In families, communities, and nations, trauma is preserved across generations through an unspoken commandment: do not see the moral failings of your parents, your teachers, your leaders. At the heart of this mechanism lies a foundational biblical story: Noah’s drunkenness and the curse placed on Canaan. Traditional interpretations have twisted this simple episode into elaborate justifications for Noah’s extreme reaction, suggesting Ham committed unspeakable sins. But the text itself reveals something far more subtle and dangerous: Ham saw what he wasn’t supposed to see—his father exposed in shame—and was punished not for wrongdoing, but for perceiving.
The story encodes a psychological and cultural injunction to blind ourselves to the nakedness— the imperfection, weakness, or hypocrisy—of those we depend on. This talk argues that the real curse is not on Canaan alone, but on all who internalize this taboo. It is a curse that damages the mind: to remain loyal, we must corrupt our perception, disable our moral clarity, and split ourselves internally. This mental disfigurement, I propose, is the deeper source of post-traumatic symptoms—not merely the original act of harm, but the inner violence of unseeing.

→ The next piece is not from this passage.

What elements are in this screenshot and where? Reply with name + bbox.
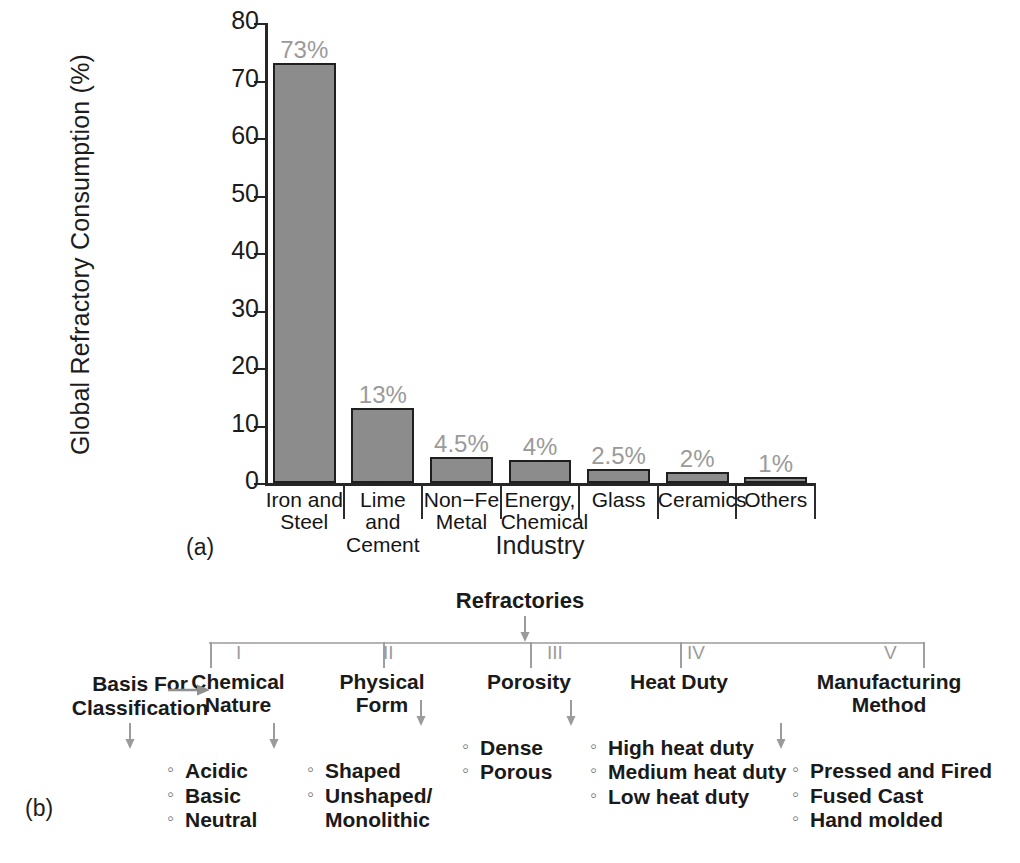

Through this lens, we see how systems of loyalty—from families to religious and national narratives—demand a kind of psychological mutilation in order to function.

Amittai Megged (MFT) is the head of the training program for family and couple's therapy at the Tel Hai academic college in Israel. Social worker by training, and a certified family therapist and supervisor. Mr. Megged studied family therapy with Ivan Boszormenyi-Nagy, Harry Aponte, Dr. Susanna Bullrich, Dr. Daniel Gottlieb, Judith Grinbaum and Dr. David Schnarch. He is author of 6 books; the last three are "Differentiation Based Couple Therapy", "earning worthiness" and "Being a worthy couple". The founder and developer of Worthiness Based Psychotherapy.